(WHAT TO DO): Each entry below must appear in the output exactly as written.

(RECORDS PROVIDED):
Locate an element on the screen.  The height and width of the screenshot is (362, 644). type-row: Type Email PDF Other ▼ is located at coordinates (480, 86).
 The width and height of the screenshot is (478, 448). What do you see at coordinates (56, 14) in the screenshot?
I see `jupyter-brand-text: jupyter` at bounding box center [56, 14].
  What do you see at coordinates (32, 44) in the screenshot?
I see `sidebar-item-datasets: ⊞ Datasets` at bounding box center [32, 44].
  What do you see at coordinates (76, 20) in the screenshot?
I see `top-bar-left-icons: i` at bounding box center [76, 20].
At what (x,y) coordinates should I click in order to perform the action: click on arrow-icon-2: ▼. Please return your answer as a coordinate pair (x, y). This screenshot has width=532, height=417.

(ANSWER SECTION):
Locate an element on the screen.  The height and width of the screenshot is (362, 644). type-row: Type Email PDF Other ▼ is located at coordinates (480, 86).
 The width and height of the screenshot is (478, 448). What do you see at coordinates (56, 14) in the screenshot?
I see `jupyter-brand-text: jupyter` at bounding box center [56, 14].
  What do you see at coordinates (32, 44) in the screenshot?
I see `sidebar-item-datasets: ⊞ Datasets` at bounding box center [32, 44].
  What do you see at coordinates (76, 20) in the screenshot?
I see `top-bar-left-icons: i` at bounding box center [76, 20].
At what (x,y) coordinates should I click in order to perform the action: click on arrow-icon-2: ▼. Please return your answer as a coordinate pair (x, y). This screenshot has width=532, height=417.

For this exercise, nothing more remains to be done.